Passages of Interest

“I left the woods for as good a reason as I went there. Perhaps it seemed to me that I had several more lives to live, and could not spare any more time for that one. It is remarkable how easily and insensibly we fall into a particular route, a make a beaten track for ourselves. I had not lived there a week before my feet wore a path from my door to the pond side; and though it is five or six years since I trod it, it is still quite distinct. It is true, I fear that others may have fallen into it, and so helped keep it open. The surface of the Earth is so soft and impressible by the feet of men; and so with the paths which the mind travels. How worn and dusty, then, must be the highways of the world, how deep the ruts of tradition and conformity! I did not wish to take the cabin passage, but rather to go before the mast and on the deck of the world, for there I could best see the moonlight amid the mountains.

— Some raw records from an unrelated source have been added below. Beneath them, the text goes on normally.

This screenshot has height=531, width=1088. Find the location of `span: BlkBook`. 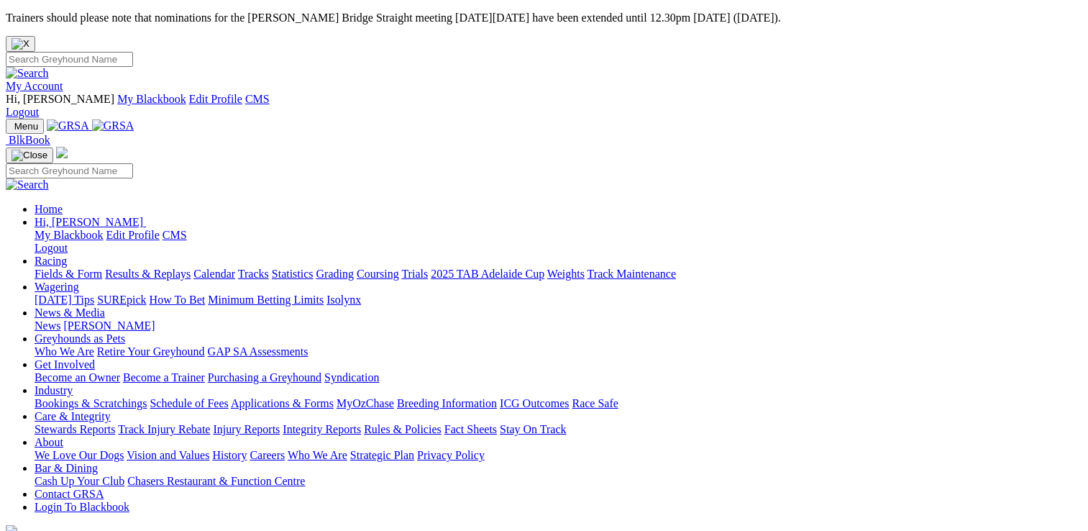

span: BlkBook is located at coordinates (29, 140). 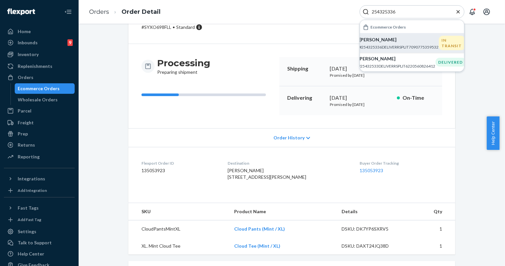 What do you see at coordinates (451, 62) in the screenshot?
I see `div: DELIVERED` at bounding box center [451, 62].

I do not wish to go below now” (Thoreau 351).

This passage stood out to me as he is recommending we avoid the beaten track and avoid falling into the same old rut, but is admitting this too happens to him even during his time at Walden.

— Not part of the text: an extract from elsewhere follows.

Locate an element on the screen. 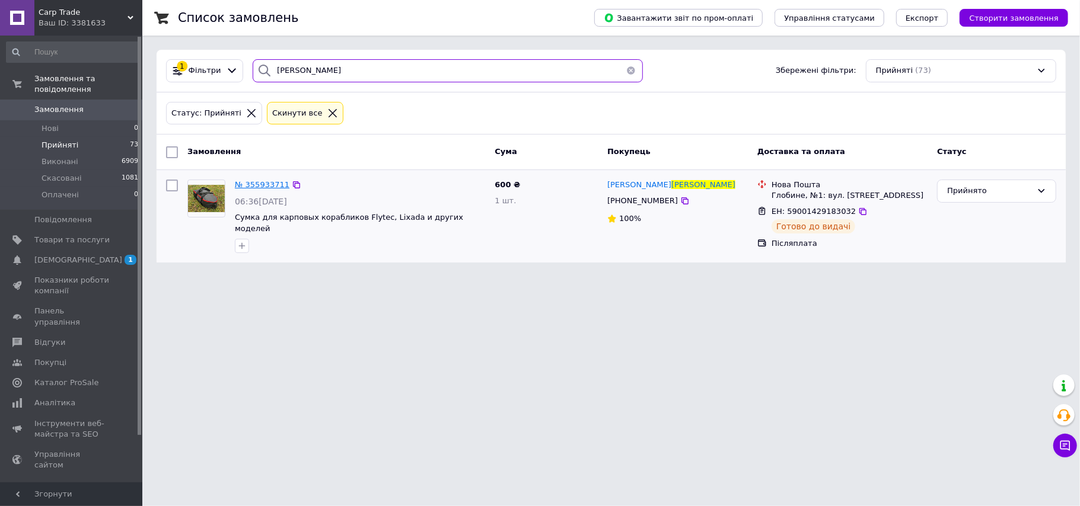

“However mean your life is, meet it and live it; do not shun it and call it hard names. It is not so bad as you are. It looks poorest when you are richest. The fault-finder will find faults even in paradise” (Thoreau 356).

This passage stood out to me as I found the words to be encouraging. So often I think we do take our lives for granted; we find faults where we could not if we would embrace our lives as they are by “meeting it” and “living it”.